With funding from the Wellcome Trust, Golden and his colleagues are studying how these declines, combined with climate change, will affect human nutrition and food security; they are investigating the problem of unsustainable fishing as well as the impacts of sea temperature rise, ocean acidification, and coral bleaching. All those issues will influence the distribution and abundance of fish around the world, Golden says, leading to “particular geographical hot spots in terms of impacts on human well-being, human livelihoods, and human health.” Although such climate-change effects loom in the future, Golden considers overharvesting the biggest problem right now. People are simply taking more than the sea can provide.

His team’s first broad study—published in Nature in 2016—estimated that more than 10 percent of the world’s population will be at risk of a deficiency in key nutrients if fish stocks continue to decline in the coming decades. He and his colleagues are conducting more detailed case studies of affected communities in Belize, the Solomon Islands, Madagascar, British Columbia, and other locations, to understand the local dynamics of seafood harvesting, markets, and nutrition.

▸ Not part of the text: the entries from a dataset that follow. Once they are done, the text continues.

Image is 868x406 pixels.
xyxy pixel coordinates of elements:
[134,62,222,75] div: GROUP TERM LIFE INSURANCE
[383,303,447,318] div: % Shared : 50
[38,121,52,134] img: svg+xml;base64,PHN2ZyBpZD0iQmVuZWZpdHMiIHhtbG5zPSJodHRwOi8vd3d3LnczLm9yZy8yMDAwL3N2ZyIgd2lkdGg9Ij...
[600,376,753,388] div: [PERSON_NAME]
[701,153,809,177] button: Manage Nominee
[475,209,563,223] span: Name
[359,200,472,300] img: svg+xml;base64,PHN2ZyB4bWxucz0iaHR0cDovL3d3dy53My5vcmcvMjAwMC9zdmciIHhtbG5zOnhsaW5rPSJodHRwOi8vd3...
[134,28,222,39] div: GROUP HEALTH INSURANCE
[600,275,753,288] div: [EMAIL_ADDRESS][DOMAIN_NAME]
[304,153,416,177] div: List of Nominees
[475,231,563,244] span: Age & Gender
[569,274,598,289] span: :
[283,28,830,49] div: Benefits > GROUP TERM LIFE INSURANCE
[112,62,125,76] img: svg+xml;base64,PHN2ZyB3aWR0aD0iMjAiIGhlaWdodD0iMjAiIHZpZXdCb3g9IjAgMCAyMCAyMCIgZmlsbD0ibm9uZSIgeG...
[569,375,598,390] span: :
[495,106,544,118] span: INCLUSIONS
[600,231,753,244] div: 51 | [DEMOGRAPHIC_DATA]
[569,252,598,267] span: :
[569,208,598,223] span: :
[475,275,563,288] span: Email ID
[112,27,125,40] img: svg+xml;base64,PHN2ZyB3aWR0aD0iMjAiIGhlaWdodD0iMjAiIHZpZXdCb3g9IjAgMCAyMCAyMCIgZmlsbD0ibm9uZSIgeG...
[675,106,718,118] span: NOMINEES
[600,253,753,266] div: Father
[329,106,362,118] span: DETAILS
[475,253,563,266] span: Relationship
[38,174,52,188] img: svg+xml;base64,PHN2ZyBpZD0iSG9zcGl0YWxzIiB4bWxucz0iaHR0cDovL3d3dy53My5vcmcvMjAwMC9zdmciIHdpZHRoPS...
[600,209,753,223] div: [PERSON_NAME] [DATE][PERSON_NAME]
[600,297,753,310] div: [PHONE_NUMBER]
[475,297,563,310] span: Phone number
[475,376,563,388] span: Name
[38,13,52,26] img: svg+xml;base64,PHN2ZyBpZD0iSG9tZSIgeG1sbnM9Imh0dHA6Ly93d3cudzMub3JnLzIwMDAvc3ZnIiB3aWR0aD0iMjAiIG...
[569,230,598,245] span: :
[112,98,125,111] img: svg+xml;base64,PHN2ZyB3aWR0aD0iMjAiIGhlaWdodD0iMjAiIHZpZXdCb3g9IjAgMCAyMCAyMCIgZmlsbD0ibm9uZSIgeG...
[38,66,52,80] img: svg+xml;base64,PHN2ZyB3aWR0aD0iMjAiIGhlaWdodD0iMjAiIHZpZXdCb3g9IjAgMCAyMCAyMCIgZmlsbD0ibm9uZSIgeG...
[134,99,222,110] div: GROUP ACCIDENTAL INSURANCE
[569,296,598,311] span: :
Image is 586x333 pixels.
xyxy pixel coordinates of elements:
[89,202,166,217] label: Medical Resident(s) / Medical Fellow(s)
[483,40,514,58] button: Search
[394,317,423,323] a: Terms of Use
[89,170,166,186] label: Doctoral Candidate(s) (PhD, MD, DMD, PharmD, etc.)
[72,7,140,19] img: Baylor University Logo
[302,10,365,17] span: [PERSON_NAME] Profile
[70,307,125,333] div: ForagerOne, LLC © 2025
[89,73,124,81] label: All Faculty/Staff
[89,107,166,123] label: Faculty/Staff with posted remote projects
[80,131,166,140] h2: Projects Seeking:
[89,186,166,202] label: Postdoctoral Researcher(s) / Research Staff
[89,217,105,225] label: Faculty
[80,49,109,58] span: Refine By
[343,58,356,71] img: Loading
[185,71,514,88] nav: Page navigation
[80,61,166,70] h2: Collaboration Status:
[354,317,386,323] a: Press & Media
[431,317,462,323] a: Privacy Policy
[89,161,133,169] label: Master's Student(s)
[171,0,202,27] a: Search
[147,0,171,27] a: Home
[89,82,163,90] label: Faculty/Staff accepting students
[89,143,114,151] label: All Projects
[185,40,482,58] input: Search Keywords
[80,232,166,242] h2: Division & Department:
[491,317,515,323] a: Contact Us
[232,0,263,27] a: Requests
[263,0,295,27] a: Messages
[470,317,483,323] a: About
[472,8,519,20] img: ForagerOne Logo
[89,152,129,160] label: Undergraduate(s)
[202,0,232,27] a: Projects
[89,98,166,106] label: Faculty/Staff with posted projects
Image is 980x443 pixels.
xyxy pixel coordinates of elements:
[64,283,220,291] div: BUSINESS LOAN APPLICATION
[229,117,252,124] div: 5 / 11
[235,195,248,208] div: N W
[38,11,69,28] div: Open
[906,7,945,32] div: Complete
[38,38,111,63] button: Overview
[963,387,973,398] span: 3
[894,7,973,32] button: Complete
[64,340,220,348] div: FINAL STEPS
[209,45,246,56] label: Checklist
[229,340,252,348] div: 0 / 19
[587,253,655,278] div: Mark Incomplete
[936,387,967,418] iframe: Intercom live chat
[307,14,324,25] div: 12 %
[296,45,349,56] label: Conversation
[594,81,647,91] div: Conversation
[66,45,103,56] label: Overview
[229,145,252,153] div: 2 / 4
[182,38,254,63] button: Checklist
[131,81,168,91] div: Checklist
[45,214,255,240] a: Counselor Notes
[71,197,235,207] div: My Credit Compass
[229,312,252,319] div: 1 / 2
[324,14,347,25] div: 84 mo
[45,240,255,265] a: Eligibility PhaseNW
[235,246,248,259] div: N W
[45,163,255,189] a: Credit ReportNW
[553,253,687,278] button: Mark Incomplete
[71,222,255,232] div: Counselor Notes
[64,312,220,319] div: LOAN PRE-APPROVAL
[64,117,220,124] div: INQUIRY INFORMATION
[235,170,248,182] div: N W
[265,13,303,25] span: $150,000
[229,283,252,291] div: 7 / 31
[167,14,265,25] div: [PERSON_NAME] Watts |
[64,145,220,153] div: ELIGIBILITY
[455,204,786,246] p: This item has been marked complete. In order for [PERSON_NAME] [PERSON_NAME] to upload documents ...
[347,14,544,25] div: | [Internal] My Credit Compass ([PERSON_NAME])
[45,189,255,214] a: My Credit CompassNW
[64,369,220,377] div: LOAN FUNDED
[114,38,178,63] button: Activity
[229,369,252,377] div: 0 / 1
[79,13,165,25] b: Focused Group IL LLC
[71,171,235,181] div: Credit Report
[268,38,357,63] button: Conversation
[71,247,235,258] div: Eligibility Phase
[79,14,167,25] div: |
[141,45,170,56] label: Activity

For many less-affluent populations around the world, especially in developing countries, seafood is the primary animal-source food available—and therefore “critically important for nutritional delivery,” Golden explains. These groups not only lack access to nutritious foods and dietary supplements, but also often face a higher risk of infections and parasites that can deplete nutrients from the body. Research on the nutritional importance of animal-source foods often focuses on protein, he says, but his work suggests that nutrients like vitamin A, vitamin B12, iron, zinc, and certain fatty acids are even more critical.

Aquaculture—the farming of fish and other seafood—now outpaces wild catch and is often seen as a solution to overfishing. But Golden’s research finds that aquaculture policies and markets frequently fall short. Under current systems, relatively few aquaculture products actually benefit the nutritionally vulnerable; instead, they’re often high-value species that are exported to other countries or sent to wealthier urban households. It’s therefore incredibly important, he says,that we focus on revising policies and management structures for wild-fish catch, reorient aquaculture development and aquaculture markets to be nutrition-sensitive, and really understand who is accessing this as a food.”